Outsourcing some of his work also frees up his schedule to pursue another of his artistic passions: music. He is an extremely talented pianist; he began playing around age 12, in 1972. His mother was a professional piano teacher, and his father a multi-instrumentalist who fabricated brass instruments for a living. Surrounded by such musical virtuosity, he needed no formal training. “Despite a few courses in college, I’ve been self-taught,” he confides, but you wouldn’t know it passing by his Chelsea home on occasion, the transporting lilt of his mastery wafting down from his second-floor studio, which houses his concert grand Steinway. It’s his favorite performance venue, which he dubs Kostabi World Chelsea, and hosts dynamic concert salons with world-famous artists playing alongside him, as well as their own works. Some nights, sometimes well into the wee hours, you can hear the revelry trickling down to the sidewalk below.
Of course, all the painting, composing, hosting, and travel don’t leave a lot of time for frivolity, but when Kostabi gets a moment, his favorite museums are the heavy hitters: the Met, MoMA, and the Guggenheim. His culinary dabbling stays pretty local: As favorites he cites Le Zie, Spicy Moon, Tziki, and Elmo, as well as Emilio’s Ballato, Cafe Fiorello, and Trattoria dell’Arte, the latter two displaying a wide range of Kostabi’s work.

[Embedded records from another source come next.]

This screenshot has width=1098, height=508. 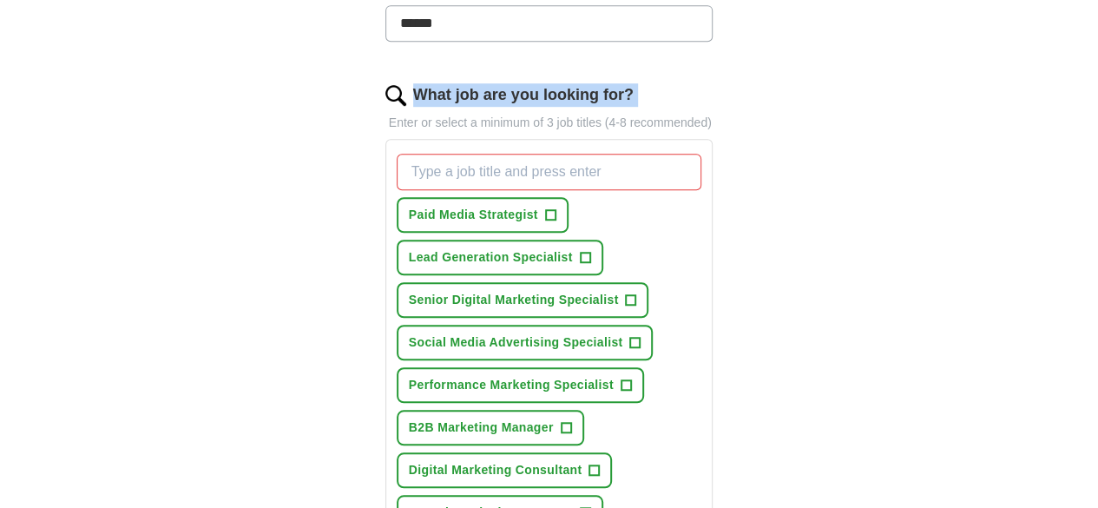 I want to click on button: Senior Digital Marketing Specialist, so click(x=523, y=300).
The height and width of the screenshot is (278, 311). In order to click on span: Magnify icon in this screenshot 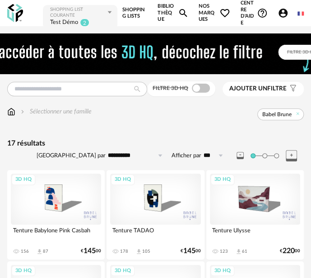, I will do `click(183, 13)`.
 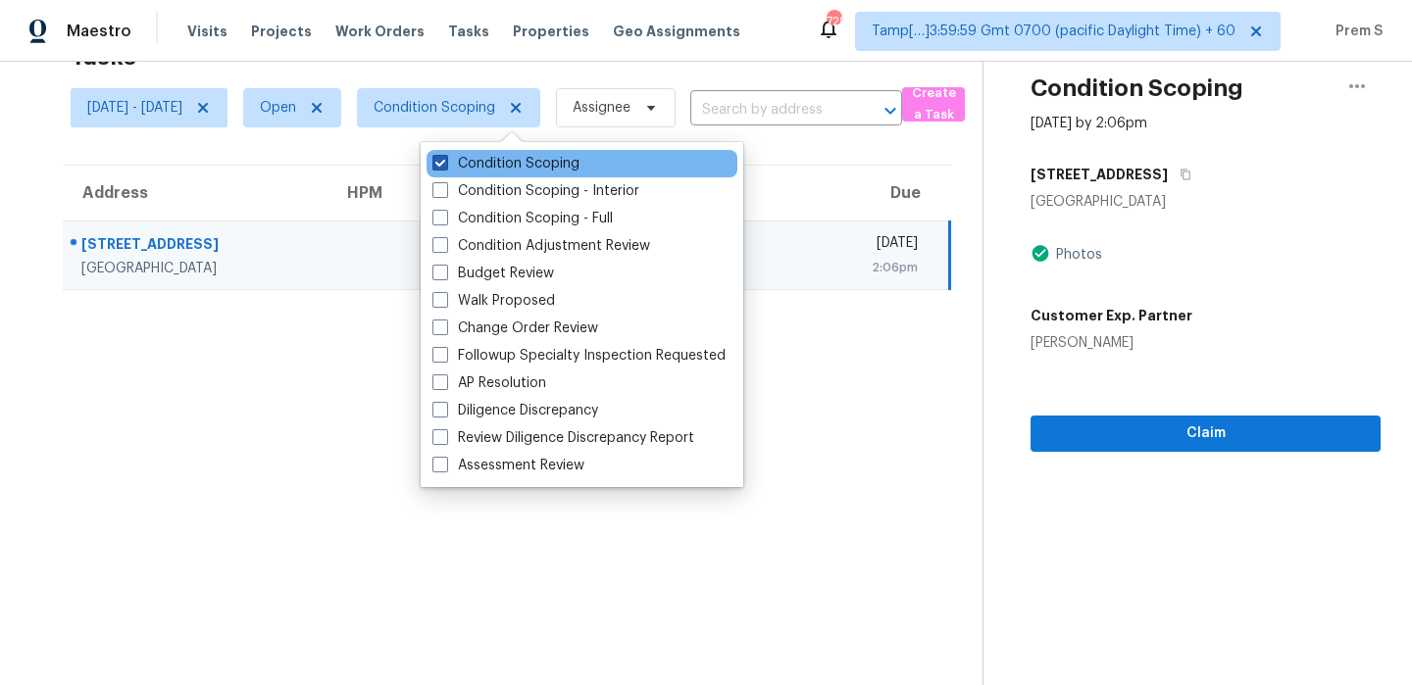 What do you see at coordinates (933, 105) in the screenshot?
I see `span: Create a Task` at bounding box center [933, 105].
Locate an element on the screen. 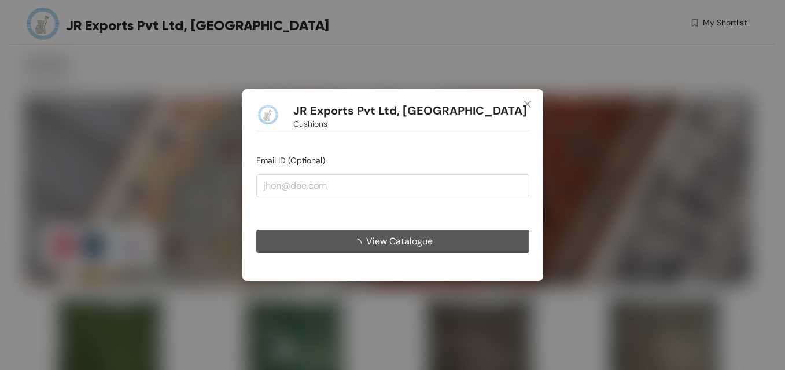  span: loading is located at coordinates (359, 243).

His work is also part of the permanent collection of those three aforementioned museums, but he has yet to have a major solo show at any of them. So that remains a bucket-list ambition, along with a dream “to write at least one international [music] standard—something that the accordion players of Rome, who serenade outdoor diners, include in their rotation, along with “Volare” and the theme from The Godfather.” A lofty goal, perhaps, but not one that seems out of reach. Until then, he has a show at the prestigious Park West Gallery in SoHo, which opened April 17, with prices for pieces ranging from $4,500 up to six figures. Greg Young at Park West affirms the show will remain on display at least until the end of May.
The painter Mark Kostabi has a musical ambition: “to write at least one international [music] standard—something that the accordion players of Rome, who serenade outdoor diners, include in their rotation, along with “Volare” and the theme from The Godfather.”